Safe Spaces Undermine Students Education

Safe Spaces Undermine Students Education
November 1, 2019 Comments Off on Safe Spaces Undermine Students Education Local Politics, RNHA News Articles RNHA NEWS

The newest trend in Education is safe-spaces and triggers warnings for students on University and College campuses is detrimental to students. According to Rob Byrne safe-spaces were created in Feminist and LGBTQ circles to have a space to meet and develop strategies for resistance against the “man”. Educators in the 1980s adopted tenants of safe-spaces to expand diversity and include previous left behind students in college classrooms. On the surface, this does not like something that would be a bad thing, however, safe-spaces are evolving into something that is determinantal for students’ development on college campuses.

A trigger warning is a warning that is issued to students on topics that may be “triggering” or emotionally traumatic to students. A safe-space in the modern context is a place where students shelter themselves from ideas that they find to be emotionally disturbing after receiving a trigger warning. As Byrne mentions in his lecture this files in the face of one of the most accepted treatments for PTSD in Psychology, prolonged exposure therapy. Prolong exposure therapy involves approximately 15 sessions about 90 minutes each where an individual with the help of a trained medical professional or a psychologist confronts things that remind them of a traumatic event. According to Psychology today American Psychiatric Association and the Department of Veterans Affairs and Defense both endorse prolonged exposure therapy. Educators who advocate for safe-spaces are arguing for policies that are not based on sound psychological practices. To move past traumatic event an individual needs to confront their pain to master it.

Safe-Spaces on university campuses create ideological echo chambers that stifle discourse between students of opposing views. When students encounter ideas that challenge their own beliefs it creates a measure of cognitive dissidence in them. This forces the student to either reject or reaffirm their preexisting beliefs. It also exposes them to new ideas and cultures, which helps students find common ground and develop tolerance of other people’s ideas.

Van Jones in a Chicago Unversity event said this ” I do not want you to be intellectually safe. I do not want you to be emotionally safe. I want you to be strong.” Safe-spaces are creating a generation of young professionals that are ill-prepared to be introduced into the workforce. Because they have been sheltered in their echo-chambers they never learned to become emotionally strong and as a result, they fail in the real world. In the workplace, your employers do not care that you feel triggered, that do not care that you may feel offended by their ideas and will require you to perform regardless of your feelings. If your emotions get in the way of you performing your duty then your employer will fire you and hire someone else to take your place. That is the world that we live in and it is by no means a safe space. Institutions of higher learning safe-space policies are hindering students’ education by stunting their emotional and intellectually development.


When the string "Percent" is part of a line below, that line should be copied.

Extracts from a graphics dataset
= = =
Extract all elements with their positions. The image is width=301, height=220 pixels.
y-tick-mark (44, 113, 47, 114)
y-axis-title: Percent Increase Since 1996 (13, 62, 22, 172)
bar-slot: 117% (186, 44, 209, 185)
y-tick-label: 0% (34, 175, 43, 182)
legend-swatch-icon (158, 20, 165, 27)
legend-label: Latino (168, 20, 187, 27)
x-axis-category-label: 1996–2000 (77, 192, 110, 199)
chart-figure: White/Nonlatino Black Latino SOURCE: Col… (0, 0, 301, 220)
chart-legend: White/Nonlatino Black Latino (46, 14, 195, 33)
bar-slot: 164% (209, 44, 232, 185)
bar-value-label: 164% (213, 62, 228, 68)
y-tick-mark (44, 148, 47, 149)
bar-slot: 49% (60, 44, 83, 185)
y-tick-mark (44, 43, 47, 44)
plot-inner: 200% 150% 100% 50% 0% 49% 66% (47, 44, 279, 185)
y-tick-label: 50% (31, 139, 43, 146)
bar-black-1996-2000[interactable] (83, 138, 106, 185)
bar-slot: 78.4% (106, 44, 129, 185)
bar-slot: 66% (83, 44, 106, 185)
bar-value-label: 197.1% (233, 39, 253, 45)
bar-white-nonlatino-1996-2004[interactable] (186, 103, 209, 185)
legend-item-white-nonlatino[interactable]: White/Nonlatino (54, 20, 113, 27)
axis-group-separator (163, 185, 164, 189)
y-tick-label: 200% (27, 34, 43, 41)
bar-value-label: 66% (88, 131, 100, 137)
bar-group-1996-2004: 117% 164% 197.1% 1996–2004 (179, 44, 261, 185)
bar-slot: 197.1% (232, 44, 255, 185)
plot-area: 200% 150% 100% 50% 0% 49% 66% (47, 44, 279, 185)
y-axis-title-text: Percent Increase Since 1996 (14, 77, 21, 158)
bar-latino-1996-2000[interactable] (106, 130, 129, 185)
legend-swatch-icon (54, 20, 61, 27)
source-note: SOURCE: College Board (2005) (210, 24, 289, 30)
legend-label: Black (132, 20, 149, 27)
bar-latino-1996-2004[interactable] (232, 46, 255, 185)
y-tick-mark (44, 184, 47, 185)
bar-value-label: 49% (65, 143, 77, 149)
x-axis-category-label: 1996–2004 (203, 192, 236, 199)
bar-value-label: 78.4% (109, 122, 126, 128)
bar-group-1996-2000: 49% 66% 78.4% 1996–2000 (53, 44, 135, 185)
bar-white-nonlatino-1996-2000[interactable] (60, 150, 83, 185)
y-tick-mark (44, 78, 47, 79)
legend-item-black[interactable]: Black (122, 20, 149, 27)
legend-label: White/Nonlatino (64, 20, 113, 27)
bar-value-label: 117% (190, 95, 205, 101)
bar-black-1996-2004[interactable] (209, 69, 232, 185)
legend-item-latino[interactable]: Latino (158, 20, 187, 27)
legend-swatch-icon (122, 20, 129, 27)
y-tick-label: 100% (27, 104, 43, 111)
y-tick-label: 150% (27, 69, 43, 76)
= = =
● **Response area**
y-axis-title: Percent Increase Since 1996 (13, 62, 22, 172)
y-axis-title-text: Percent Increase Since 1996 (14, 77, 21, 158)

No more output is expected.